NEW YORK (Reuters) – Vice President Dick Cheney argued in the weeks after the September 11 attacks that the National Security Agency should intercept domestic telephone calls and e-mails without warrants as part of its war on terrorism, The New York Times reported in Sunday editions.

Cheney and his top legal adviser, David Addington, believed the Constitution permitted spy agencies to take such sweeping measures to defend the country, The newspaper said, citing two senior intelligence officials who spoke anonymously.

NSA lawyers opposed the move and insisted that any eavesdropping without warrants should be limited to communications into and out of the country, a position that ultimately prevailed, the Times said.
reuters.com

Telephone Records are just the Tip of NSA’s Iceberg

Saturday, May 13th, 2006

The National Security Agency and other U.S. government organizations have developed hundreds of software programs and analytic tools to “harvest” intelligence, and they’ve created dozens of gigantic databases designed to discover potential terrorist activity both inside the United States and overseas.

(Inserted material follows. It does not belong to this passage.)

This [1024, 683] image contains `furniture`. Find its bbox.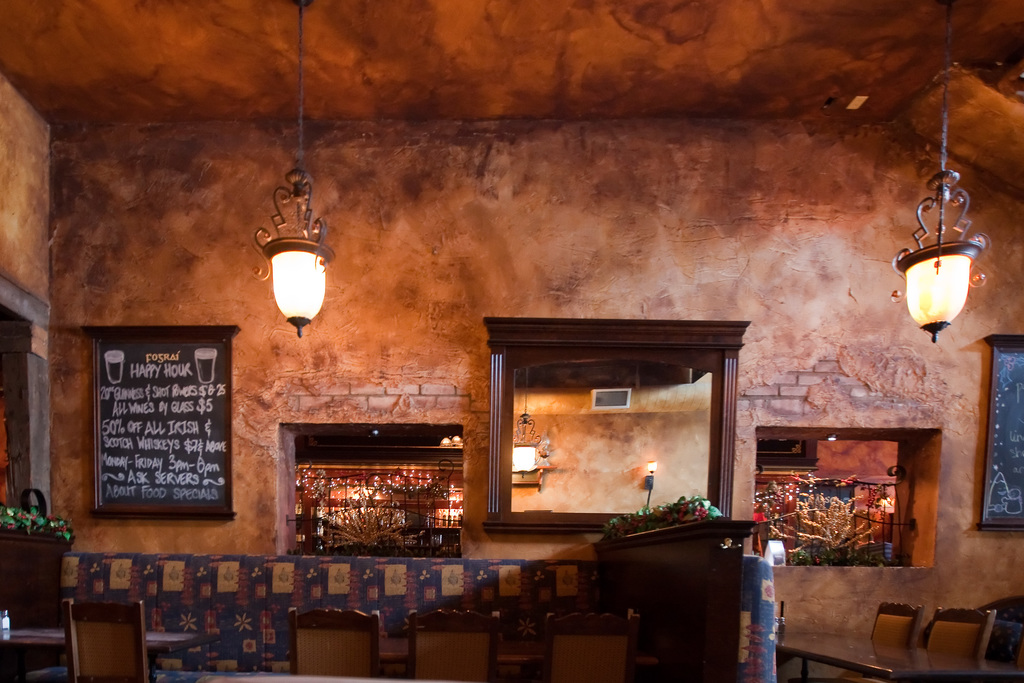
<box>0,624,195,679</box>.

These cutting edge tools — some highly classified because of their functions and capabilities — continually process hundreds of billions of what are called “structured” data records, including telephone call records and e-mail headers contained in information “feeds” that have been established to flow into the intelligence agencies.
washingtonpost.com

‘People Are Going to Be Shocked’
…A former intelligence officer for the National Security Agency said Thursday he plans to tell Senate staffers next week that unlawful activity occurred at the agency under the supervision of Gen. Michael Hayden beyond what has been publicly reported, while hinting that it might have involved the illegal use of space-based satellites and systems to spy on U.S. citizens. É

Qwest’s Refusal of N.S.A. Query Is Explained
WASHINGTON, May 12 Ñ The telecommunications company Qwest turned down requests by the National Security Agency for private telephone records because it concluded that doing so would violate federal privacy laws, a lawyer for the telephone company’s former chief executive said today.

In a statement released this morning, the lawyer said that the former chief executive, Joseph N. Nacchio, made the decision after asking whether “a warrant or other legal process had been secured in support of that request.”

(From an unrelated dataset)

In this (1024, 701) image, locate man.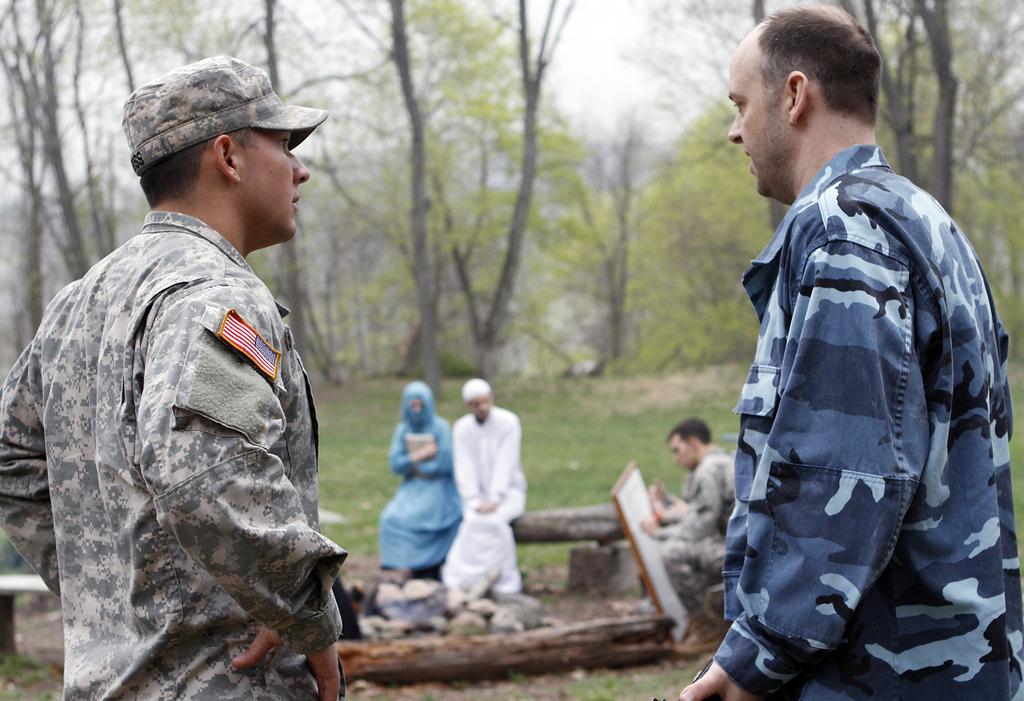
Bounding box: rect(451, 380, 525, 594).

Mr. Nacchio learned that no warrant had been granted and that there was a “disinclination on the part of the authorities to use any legal process,” said the lawyer, Herbert J. Stern. As a result, the statement said, Mr. Nacchio concluded that “the requests violated the privacy requirements of the Telecommunications Act.”

Gee there’s somebody looking at the law. What a world.